DAVID GREENE, HOST:
We have seen over the past week the power of cartoons. Well, some believe that power can be harnessed to help curb extremism. In the Middle East Kingdom of Jordan, the government enlisted a comic book creator to do this using anti-jihadi superheroes. NPR's Alice Fordham met up with him.
SULEIMAN BAKHIT: My name is Suleiman Bakhit. I'm a Jordanian social entrepreneur and a best-selling comic book creator.
ALICE FORDHAM, BYLINE: Bakhit and I are in a bar in Jordan's capital, Amman.
Hey, cheers.
BAKHIT: Cheers.
FORDHAM: He cracks open his laptop to show me some heroes. The artwork is sophisticated, vivid, influenced by Japan. The subject matter...
BAKHIT: All right. So this is "Element Zero." It's the story of a Jordanian special forces operator. This is...
FORDHAM: Oh, wow.
BAKHIT: This is like one of the terrorists.
FORDHAM: He scrolls and the story bursts off the screen, disguises, depravity and victory against extremists. Bakhit started these comics after he met some children in the conservative area of this mostly Muslim country. He asked them about their heroes. They said they didn't really have any, though heard a lot about someone called Osama bin Laden.
BAKHIT: Talking to those kids, what it showed me is there's a huge appetite for positive role models, real heroes.
FORDHAM: He ended up funded by a royal foundation and the education ministry to produce the comics for schools. It's one way the state is trying to dispel radical views in a still stable country which worries about extremism, especially seeping in from its chaotic neighbors, Iraq and Syria. Other tactics include the minister for Muslim Affairs asking imams to keep sermons moderate. Some think despite the carrots, the government's using too much stick.

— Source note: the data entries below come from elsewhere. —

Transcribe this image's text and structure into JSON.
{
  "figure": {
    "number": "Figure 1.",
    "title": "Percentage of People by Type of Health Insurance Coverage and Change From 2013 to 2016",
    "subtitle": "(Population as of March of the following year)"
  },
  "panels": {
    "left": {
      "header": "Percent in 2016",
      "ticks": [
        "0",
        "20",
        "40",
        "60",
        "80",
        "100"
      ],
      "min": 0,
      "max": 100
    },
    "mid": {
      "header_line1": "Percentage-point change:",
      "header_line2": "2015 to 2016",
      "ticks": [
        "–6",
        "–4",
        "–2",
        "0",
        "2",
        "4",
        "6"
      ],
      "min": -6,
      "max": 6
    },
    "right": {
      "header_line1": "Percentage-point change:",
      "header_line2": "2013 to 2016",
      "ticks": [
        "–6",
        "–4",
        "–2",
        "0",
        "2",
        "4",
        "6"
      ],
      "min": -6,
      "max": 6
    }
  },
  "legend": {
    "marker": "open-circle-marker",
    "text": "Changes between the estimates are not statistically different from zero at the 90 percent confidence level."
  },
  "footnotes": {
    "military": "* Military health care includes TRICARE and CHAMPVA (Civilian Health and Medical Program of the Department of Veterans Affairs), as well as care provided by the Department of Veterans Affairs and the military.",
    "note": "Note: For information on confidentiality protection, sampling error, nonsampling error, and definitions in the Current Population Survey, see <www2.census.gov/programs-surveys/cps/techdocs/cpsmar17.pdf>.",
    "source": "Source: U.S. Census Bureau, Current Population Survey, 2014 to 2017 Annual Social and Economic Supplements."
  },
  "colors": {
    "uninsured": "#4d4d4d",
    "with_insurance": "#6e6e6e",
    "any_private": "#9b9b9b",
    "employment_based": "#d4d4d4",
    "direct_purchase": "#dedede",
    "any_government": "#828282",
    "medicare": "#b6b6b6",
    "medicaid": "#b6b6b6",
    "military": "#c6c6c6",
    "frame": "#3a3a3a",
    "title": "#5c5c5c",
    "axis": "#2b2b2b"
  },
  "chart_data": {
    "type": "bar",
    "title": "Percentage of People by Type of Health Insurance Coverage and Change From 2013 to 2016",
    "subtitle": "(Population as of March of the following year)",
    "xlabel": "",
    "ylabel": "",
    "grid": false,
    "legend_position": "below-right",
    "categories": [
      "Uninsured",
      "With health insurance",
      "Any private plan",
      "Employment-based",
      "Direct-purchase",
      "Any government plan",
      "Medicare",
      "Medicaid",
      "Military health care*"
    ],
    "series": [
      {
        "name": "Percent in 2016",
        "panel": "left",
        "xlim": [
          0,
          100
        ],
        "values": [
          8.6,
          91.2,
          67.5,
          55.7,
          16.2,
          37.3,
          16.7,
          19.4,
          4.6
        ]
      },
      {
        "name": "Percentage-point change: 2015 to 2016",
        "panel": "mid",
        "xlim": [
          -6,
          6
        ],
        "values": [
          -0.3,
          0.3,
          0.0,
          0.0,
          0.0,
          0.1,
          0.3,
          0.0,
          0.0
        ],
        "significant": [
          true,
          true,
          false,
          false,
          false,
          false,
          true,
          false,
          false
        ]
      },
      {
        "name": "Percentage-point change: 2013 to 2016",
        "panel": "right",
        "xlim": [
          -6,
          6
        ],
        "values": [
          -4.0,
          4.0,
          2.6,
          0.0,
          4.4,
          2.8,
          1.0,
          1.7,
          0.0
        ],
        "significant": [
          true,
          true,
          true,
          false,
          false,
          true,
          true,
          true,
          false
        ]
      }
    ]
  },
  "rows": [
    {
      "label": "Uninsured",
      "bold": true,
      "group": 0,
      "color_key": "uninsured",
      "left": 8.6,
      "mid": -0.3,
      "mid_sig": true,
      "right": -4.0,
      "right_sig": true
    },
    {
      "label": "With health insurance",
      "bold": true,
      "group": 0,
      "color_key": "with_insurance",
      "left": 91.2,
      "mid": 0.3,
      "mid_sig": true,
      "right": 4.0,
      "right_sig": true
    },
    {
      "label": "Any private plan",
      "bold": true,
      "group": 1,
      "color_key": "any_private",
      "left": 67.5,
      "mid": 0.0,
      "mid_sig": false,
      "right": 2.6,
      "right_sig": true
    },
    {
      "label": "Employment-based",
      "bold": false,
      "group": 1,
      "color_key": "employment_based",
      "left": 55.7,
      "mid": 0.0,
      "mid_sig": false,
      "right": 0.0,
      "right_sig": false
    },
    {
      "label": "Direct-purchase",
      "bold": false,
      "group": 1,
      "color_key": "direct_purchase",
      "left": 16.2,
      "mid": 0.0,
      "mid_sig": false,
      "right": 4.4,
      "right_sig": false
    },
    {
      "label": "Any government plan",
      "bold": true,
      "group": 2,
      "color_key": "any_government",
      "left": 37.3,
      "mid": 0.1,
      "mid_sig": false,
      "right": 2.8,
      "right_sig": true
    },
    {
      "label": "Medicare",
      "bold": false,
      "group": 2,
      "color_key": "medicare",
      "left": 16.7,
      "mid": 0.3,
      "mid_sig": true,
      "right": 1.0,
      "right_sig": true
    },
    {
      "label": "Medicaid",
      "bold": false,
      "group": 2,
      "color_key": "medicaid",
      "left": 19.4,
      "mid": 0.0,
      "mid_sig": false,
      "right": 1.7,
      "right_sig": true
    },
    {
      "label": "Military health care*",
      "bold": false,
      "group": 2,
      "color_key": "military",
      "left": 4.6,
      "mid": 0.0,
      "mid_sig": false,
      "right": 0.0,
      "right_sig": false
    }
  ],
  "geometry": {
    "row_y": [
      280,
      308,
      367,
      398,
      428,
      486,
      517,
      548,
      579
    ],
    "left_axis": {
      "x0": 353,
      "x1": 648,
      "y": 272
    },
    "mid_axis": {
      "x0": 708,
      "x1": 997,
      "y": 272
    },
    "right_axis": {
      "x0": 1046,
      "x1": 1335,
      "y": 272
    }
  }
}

MARWAN SHEHADEH: Because they concentrate on security and military. They don't talk to these people.
FORDHAM: This is Marwan Shehadeh, a religious man himself, an academic and author. Last year, an anti-terror law was broadened. People are now being jailed for sowing discord online. When you imprison someone, he says, they look heroic. And jail hardens people.
SHEHADEH: You created an extreme person who will revenge in the future.
FORDHAM: Shehadeh reckons extremists here have grown from hundreds to thousands in recent years, and the turning point came when Jordan joined the U.S. in a coalition against ISIS in September. Radicals who admired ISIS leader Abu Bakr al-Baghdadi now also see him as standing up to the U.S. They despise Jordan for helping in airstrikes against someone they see as, well, kind of a hero.
SHEHADEH: It is a model of hero that he implemented Islamic state and he defeats many enemies.
FORDHAM: You often hear worries about Jordan's role in the coalition fueling extremism. Ruheil Gharaibi is a moderate Islamist with the Muslim Brotherhood and a university professor.
RUHEIL GHARAIBI: (Foreign language spoken).
FORDHAM: "I see the youth in classes," he says, "and their conversations in real life and social media. When I criticize radicalism and violence, they don't like it."
A survey by the University of Jordan last year found 10 percent of respondents consider ISIS a legitimate resistance organization. For the comic book creator Bakhit, this extremist undercurrent is very real. He has a scar across his face from an attack a few years back.
BAKHIT: I realized, actually, that their attack meant that I was doing the right thing, that I was, you know, kicking the hornets' nest, I guess.
FORDHAM: And like the cartoonists in France, he's still creating comics. Alice Fordham, NPR News.